Serving as a template of sorts, the original biker cigar from all those decades back inspired Ernesto-Perez Carrillo to create what many consider to be his most significant addition to cigar culture, and the most recognizable large ring gauge cigar line of all time: The mighty La Gloria Cubana Serie R

Full-bodied in flavor, strength, mouthfeel, and size, the Serie R of today may no longer be under Carrillo’s control, but it retains something else. The title of being the most iconic large ring-gauge cigar of the modern tobacco world. 

Parting Puffs

Large Cigar Ring Gauge
Considered by many to be the superior cigar smoking option, 60+ ring gauge stogies have seen unbridled success ever since their inception.
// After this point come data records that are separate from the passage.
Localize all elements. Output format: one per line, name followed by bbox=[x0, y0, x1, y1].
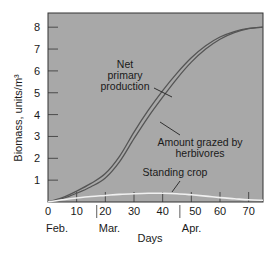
x-tick-label: 30 bbox=[128, 205, 140, 217]
y-tick-label: 4 bbox=[34, 109, 40, 121]
y-tick-label: 5 bbox=[34, 87, 40, 99]
y-tick-label: 7 bbox=[34, 43, 40, 55]
x-tick-label: 20 bbox=[99, 205, 111, 217]
annotation-text: Standing crop bbox=[143, 166, 208, 178]
y-tick-label: 1 bbox=[34, 174, 40, 186]
y-tick-label: 3 bbox=[34, 130, 40, 142]
x-tick-label: 70 bbox=[243, 205, 255, 217]
month-label: Apr. bbox=[182, 222, 202, 234]
x-tick-label: 60 bbox=[214, 205, 226, 217]
y-axis-label: Biomass, units/m³ bbox=[12, 74, 24, 162]
x-tick-label: 40 bbox=[157, 205, 169, 217]
y-tick-label: 8 bbox=[34, 21, 40, 33]
month-labels: Feb.Mar.Apr. bbox=[46, 205, 201, 234]
month-label: Mar. bbox=[99, 222, 120, 234]
x-tick-label: 0 bbox=[45, 205, 51, 217]
biomass-chart: 12345678 010203040506070 Feb.Mar.Apr. Ne… bbox=[0, 0, 277, 259]
annotation-text: herbivores bbox=[175, 147, 224, 159]
x-axis-label: Days bbox=[137, 232, 163, 244]
y-tick-label: 6 bbox=[34, 65, 40, 77]
x-tick-label: 50 bbox=[189, 205, 201, 217]
y-tick-label: 2 bbox=[34, 152, 40, 164]
month-label: Feb. bbox=[46, 222, 68, 234]
x-tick-label: 10 bbox=[71, 205, 83, 217]
annotation-text: production bbox=[100, 80, 149, 92]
This is due in part to how cleanly they tend to combust, the cigar flavor profiles projected, the coolness of their combustion, and the fluid draw provided within each pull.

But it’s not always the cigar itself that is responsible for a particular grade of flavor, aroma, heat, or intensity. How you cut and light a cigar has just as much to do with the subsequent experience as the intensity and frequency of the pulls you make along the way.

However, for many, the thought of smoking something as massive as a 70-ring gauge cigar is borderline laughable. It’s something that you might chief on at a bachelor party or on a cruise, but every day? Not likely.

That said, it does seem like large ring-gauge cigars are here to stay. They will also likely continue to grow in popularity now that they have become widely recognized as a legitimate smoking option, and not a publicity stunt of some sort.

So whether you plan on playing poker with your buddies, are bowling a few frames down at the local alley, or are out fishing, we suggest trying a large ring-gauge version of a familiar cigar for a change. Who knows? You may actually find it to be more enjoyable than those slimmer vitolas you've been adoring all along.